Showing posts with label Virgil. Show all posts
Showing posts with label Virgil. Show all posts

Monday, July 9, 2012

Fratantuono on Aeneid, Book Two

Fratantuono's commentary (Madness Unchained) has been good so far: unlike some other Aeneid commentaries I've looked at, he is everywhere concerned with the literary interpretation of the poem, bringing his considerable knowledge of the classical and Virgilian tradition to bear on the work's own inner trajectory. One small regret is that he does not spend any time trying to interpret the scene, early in Book Two, where the two Trojans, Capys and Thymoetes, argue about whether the Horse ought to be brought within the walls of the city. I (with my small Latin and less Greek) have been inclined to interpret their names as etymological hints: "Capys," which seems to hint at caput--the head--is arguing against bringing the horse in, while "Thymoetes"--pretty clearly drawn from the Greek thumos, for spiritedness or heart--urges that the colossus be brought within the city walls. The heart wins out over the head and the thing happens, to their downfall. This interpretation seems to jive with the Aeneid's general emphasis on rational rule over spiritedness and the passions, but is there a more-than-apparent connection in the Latin? I'm not the one to ask...

Meanwhile I hear the voice of my old Greek professor echoing in my ears: "etymology by sound does not make for sound etymology."

Saturday, June 30, 2012

MacIntyre, and on to Virgil

Finished the review of Mong Ih-Ren a few days back (it was horrible--plagiarism on top of poor style), and finished re-reading a good part of After Virtue, but unfortunately I need to put off Whose Justice? Which Rationality? for now--the imperative of getting through a few classroom texts is gaining force. Maybe I'll still get to WJWR before the end of the summer...

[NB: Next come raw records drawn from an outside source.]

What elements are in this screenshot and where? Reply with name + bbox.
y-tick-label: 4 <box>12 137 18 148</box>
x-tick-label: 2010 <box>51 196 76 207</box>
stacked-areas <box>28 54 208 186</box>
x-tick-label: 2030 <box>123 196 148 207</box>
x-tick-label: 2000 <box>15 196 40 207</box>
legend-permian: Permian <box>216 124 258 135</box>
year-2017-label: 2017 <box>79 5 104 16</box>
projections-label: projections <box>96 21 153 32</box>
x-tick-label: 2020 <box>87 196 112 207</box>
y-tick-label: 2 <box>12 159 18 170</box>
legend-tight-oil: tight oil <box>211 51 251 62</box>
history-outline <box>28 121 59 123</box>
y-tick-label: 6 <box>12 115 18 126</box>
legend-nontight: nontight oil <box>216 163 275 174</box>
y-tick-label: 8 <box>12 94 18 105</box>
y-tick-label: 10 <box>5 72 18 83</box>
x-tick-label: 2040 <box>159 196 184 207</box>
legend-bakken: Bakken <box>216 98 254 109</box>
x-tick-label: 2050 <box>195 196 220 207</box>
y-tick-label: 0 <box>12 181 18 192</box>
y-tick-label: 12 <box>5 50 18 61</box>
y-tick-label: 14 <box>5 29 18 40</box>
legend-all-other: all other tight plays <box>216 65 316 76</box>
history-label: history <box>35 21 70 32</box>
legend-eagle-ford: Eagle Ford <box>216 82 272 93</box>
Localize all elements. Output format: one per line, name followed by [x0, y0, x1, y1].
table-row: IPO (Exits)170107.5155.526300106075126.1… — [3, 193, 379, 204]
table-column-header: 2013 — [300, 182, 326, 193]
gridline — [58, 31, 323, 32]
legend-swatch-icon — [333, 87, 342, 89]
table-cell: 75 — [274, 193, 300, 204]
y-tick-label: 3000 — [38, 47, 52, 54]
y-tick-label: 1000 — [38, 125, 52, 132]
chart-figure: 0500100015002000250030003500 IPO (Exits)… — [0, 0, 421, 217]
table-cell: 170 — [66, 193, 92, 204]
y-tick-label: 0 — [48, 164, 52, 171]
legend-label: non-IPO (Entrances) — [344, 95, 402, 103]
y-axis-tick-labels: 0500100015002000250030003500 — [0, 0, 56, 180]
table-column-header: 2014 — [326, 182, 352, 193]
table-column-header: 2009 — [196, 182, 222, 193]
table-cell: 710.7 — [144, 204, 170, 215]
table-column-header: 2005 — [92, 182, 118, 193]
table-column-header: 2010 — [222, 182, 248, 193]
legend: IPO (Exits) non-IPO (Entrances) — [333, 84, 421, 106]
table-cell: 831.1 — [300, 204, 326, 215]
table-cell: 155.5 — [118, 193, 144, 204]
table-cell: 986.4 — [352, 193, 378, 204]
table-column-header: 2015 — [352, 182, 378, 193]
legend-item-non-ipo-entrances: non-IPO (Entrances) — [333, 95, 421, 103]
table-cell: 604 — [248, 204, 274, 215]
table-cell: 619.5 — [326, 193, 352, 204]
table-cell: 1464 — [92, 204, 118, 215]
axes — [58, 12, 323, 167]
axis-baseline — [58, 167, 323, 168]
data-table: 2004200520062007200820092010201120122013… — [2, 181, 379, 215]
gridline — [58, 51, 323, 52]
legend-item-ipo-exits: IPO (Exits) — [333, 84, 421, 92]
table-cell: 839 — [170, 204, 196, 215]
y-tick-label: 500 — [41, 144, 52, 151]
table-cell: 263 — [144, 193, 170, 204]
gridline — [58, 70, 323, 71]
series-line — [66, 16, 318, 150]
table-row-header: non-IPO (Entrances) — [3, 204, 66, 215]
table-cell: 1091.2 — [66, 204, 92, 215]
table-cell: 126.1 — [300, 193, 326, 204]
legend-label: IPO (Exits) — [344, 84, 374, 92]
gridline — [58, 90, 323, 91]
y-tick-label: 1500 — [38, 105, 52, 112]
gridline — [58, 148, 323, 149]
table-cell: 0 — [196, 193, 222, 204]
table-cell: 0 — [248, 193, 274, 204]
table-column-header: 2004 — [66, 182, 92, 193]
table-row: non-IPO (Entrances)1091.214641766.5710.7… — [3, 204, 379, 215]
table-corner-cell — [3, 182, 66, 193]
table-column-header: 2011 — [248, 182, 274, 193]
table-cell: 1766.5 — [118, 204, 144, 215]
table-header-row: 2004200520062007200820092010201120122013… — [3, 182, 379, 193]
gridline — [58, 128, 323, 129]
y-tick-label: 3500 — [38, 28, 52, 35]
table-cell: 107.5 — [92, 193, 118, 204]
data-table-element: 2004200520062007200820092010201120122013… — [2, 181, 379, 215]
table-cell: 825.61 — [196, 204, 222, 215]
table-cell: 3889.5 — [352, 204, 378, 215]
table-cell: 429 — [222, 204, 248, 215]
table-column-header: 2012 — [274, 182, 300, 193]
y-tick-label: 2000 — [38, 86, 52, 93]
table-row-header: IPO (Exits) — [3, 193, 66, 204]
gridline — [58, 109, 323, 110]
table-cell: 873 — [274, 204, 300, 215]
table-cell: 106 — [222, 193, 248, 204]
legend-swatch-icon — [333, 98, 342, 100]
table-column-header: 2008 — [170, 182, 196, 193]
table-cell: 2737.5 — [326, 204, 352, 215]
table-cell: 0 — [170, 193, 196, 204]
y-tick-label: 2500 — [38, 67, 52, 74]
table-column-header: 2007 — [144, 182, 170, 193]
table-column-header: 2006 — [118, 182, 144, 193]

One smaller thing: I re-read MacIntyre's very sharp essay from a few years ago, "Transformations of Enlightenment: Plato, Rosen and the Postmodern" (in Logos and Eros, ed. Nalin Ranasinghe (St. Augustine's P, 2006), which appreciates and critiques the thought of the Straussian philosopher Stanley Rosen. I don't know of any other place where MacIntyre actually confronts Straussianism, other than a review he wrote a few years back of a book by Thomas Pangle (but M. didn't seem to understand what was going on in that book). His critique of Rosen is thoughtful and illuminating, and basically turns on the claim that Rosen's Platonism and modified liberalism rely upon a version of Nature he is unwilling to credit as existent.

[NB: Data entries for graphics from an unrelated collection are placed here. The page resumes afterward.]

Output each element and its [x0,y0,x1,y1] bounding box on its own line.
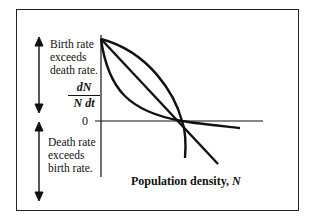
y-axis-label: dN N dt [68,81,100,110]
y-axis-denominator: N dt [68,96,100,110]
lower-range-arrow [35,122,43,201]
lower-label-line: Death rate [48,136,96,149]
upper-label-line: exceeds [50,51,98,64]
x-axis-variable: N [232,174,241,188]
upper-range-arrow [35,37,43,113]
upper-label-line: death rate. [50,64,98,77]
lower-region-label: Death rate exceeds birth rate. [48,136,96,175]
upper-region-label: Birth rate exceeds death rate. [50,38,98,77]
upper-label-line: Birth rate [50,38,98,51]
zero-tick-label: 0 [82,114,88,129]
x-axis-label: Population density, N [131,174,241,189]
y-axis-numerator: dN [68,81,100,96]
lower-label-line: exceeds [48,149,96,162]
x-axis-label-text: Population density, [131,174,229,188]
linear-curve [101,39,218,164]
density-dependence-plot [0,0,312,224]
lower-label-line: birth rate. [48,162,96,175]
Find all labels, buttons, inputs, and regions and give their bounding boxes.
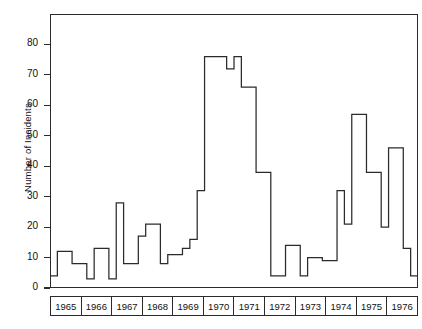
y-axis-title: Number of Incidents bbox=[22, 53, 33, 243]
x-axis-year-1976: 1976 bbox=[387, 297, 417, 315]
y-tick-label-20: 20 bbox=[10, 220, 38, 231]
y-tick-label-60: 60 bbox=[10, 98, 38, 109]
y-tick-label-80: 80 bbox=[10, 37, 38, 48]
y-tick-label-30: 30 bbox=[10, 190, 38, 201]
y-tick-label-70: 70 bbox=[10, 68, 38, 79]
x-axis-year-1971: 1971 bbox=[234, 297, 265, 315]
x-axis-year-1967: 1967 bbox=[112, 297, 143, 315]
y-tick-label-40: 40 bbox=[10, 159, 38, 170]
x-axis-year-1968: 1968 bbox=[143, 297, 174, 315]
x-axis-year-1970: 1970 bbox=[204, 297, 235, 315]
x-axis-year-1972: 1972 bbox=[265, 297, 296, 315]
plot-area bbox=[50, 14, 418, 288]
y-tick-label-0: 0 bbox=[10, 281, 38, 292]
x-axis-year-1975: 1975 bbox=[357, 297, 388, 315]
x-axis-year-1974: 1974 bbox=[326, 297, 357, 315]
incidents-step-series bbox=[50, 14, 418, 288]
chart-figure: Number of Incidents 01020304050607080 19… bbox=[0, 0, 422, 329]
x-axis-year-strip: 1965196619671968196919701971197219731974… bbox=[50, 296, 418, 316]
y-tick-label-50: 50 bbox=[10, 129, 38, 140]
step-polyline bbox=[50, 57, 418, 288]
y-tick-label-10: 10 bbox=[10, 251, 38, 262]
x-axis-year-1965: 1965 bbox=[51, 297, 82, 315]
x-axis-year-1969: 1969 bbox=[173, 297, 204, 315]
x-axis-year-1966: 1966 bbox=[82, 297, 113, 315]
x-axis-year-1973: 1973 bbox=[296, 297, 327, 315]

Now, as part of a class prep, I'm reading through Robert Fagles' translation of the Aeneid for the first time (I've usually read Fitzgerald before now), and I'm going through Lee Fratantuono's commentary, Madness Unchained: A Reading of Virgil's Aeneid (Lexington, 2007), at the same time. Fagles is pleasurable, though I find myself second-guessing his florid renderings from time to time. Fratantuono seems solid and very interesting so far, displaying some of the reading habits of his erstwhile mentor, the late Seth Benardete, but without descending into the maddening fog of Benardete's obscurantist prose.